I have all three of the items mentioned: KitchenAid; Food Processor; Bread Machine. Which you should use depends on the nature of the recipe. Here are the advantages and disadvantages of each.
1. KitchenAid. Advantage: can handle recipes calling for lots of flour. My small model (work bowl screws into base, rather than being hung in the external holder) can easily do recipes calling for 5-7 cups of flour. It has more power than the others. It mixes really well. Disadvantages: doesn't do small amounts as easily; takes a long time to finish kneading (ten minutes or more).

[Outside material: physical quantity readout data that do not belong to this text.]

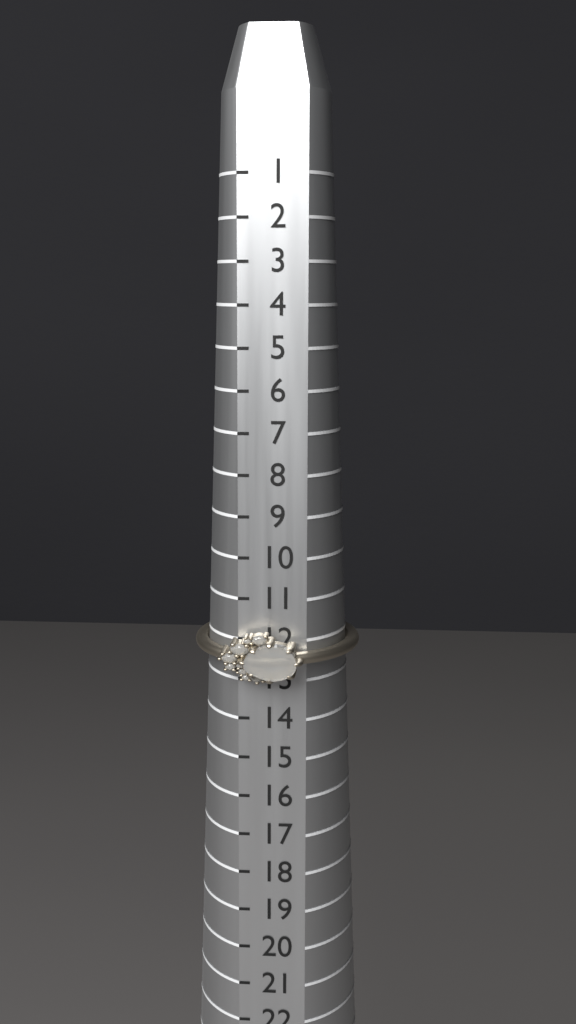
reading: 13 (no unit)
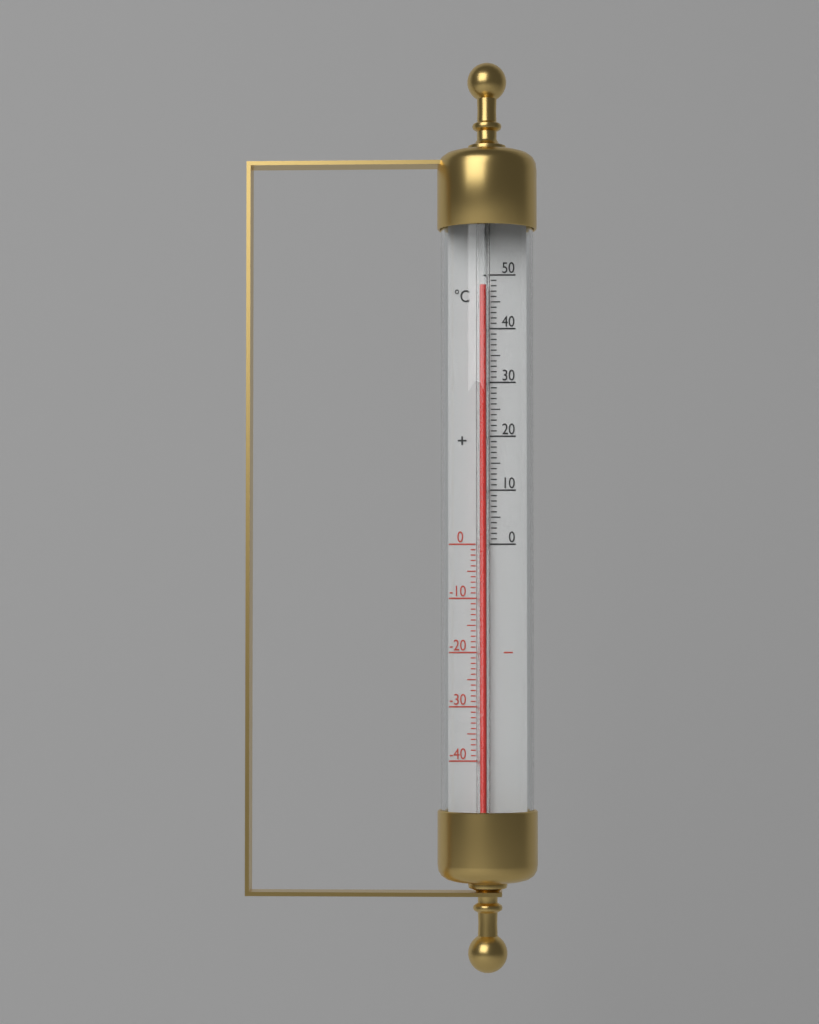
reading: 48 °C
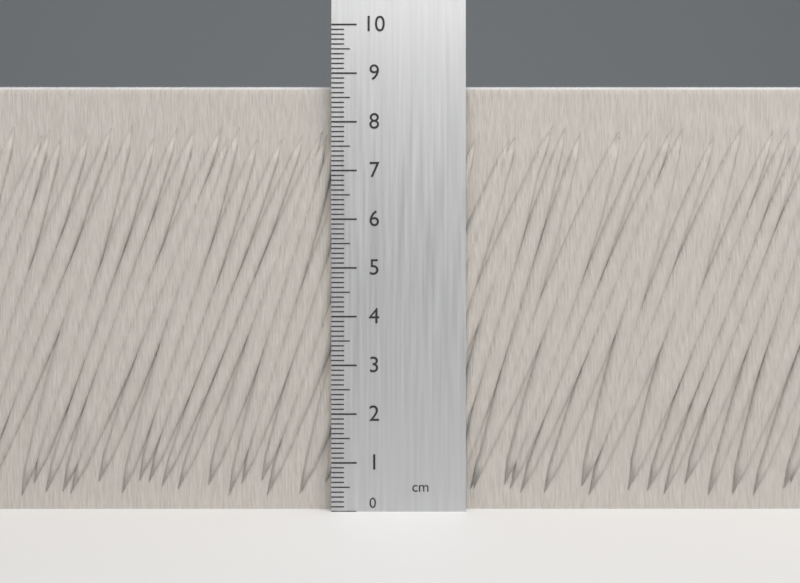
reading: 8.8 cm
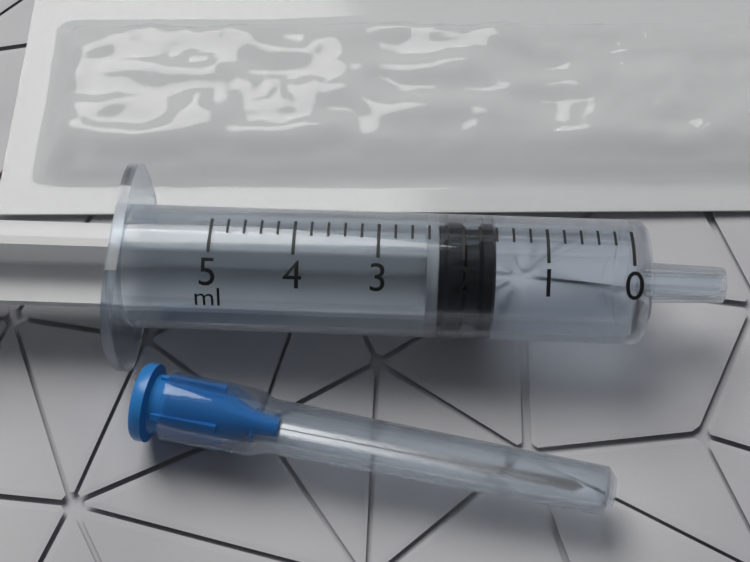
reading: 1.6 ml
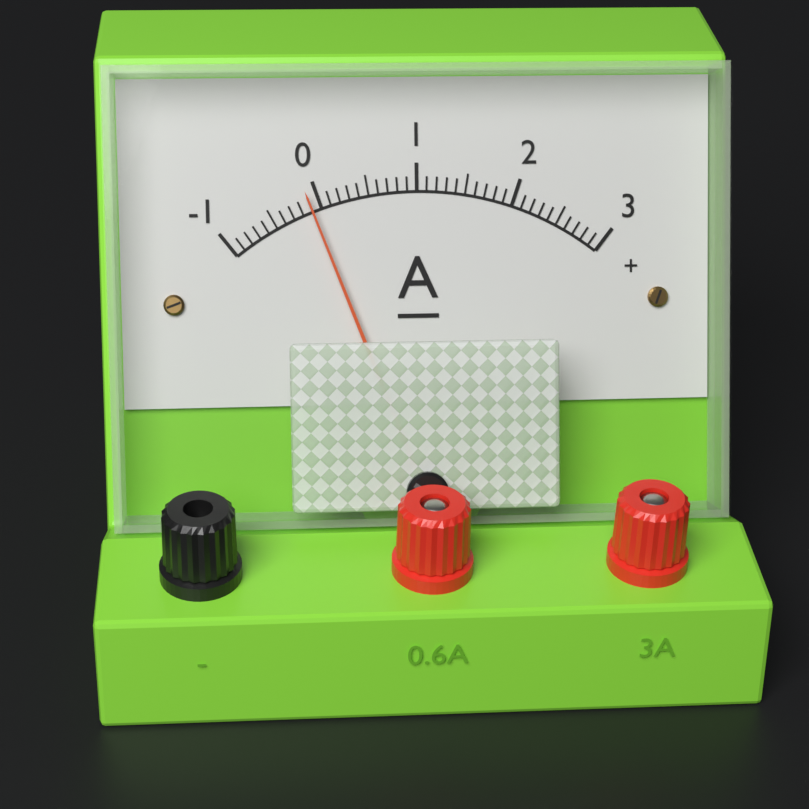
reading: -0.1 A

2. Bread Machine. Advantage: very little work because you just dump the ingredients into the machine, press a button, and walk away. It will take care of not only mixing, but rising, including controlling the temperature for optimal rising results. Disadvantage: relatively small capacity (3-5 cups of flour in my full-sized Zojirushi); not as complete kneading. You have to use a machine that has a "dough" cycle that doesn't include the bake cycle. I use this when I want dough for breakfast, but want to cook it in the oven. For this, I put the ingredients in the machine the night before, and when I get to the kitchen the next morning, I take the fully kneaded and risen dough, shape it into breakfast treats, and bake in the regular oven.
3. Food Processor. Advantage: really fast. I use it when making pizza dough, and it takes one minute to get the job done. Disadvantage: really small capacity (3-4 cups); can get the dough too hot, via friction (because it is going so fast), so you sometimes must use ice water rather than 110 degree water; must buy a specialty blade (the regular chopping blade it too big and can stall out the motor).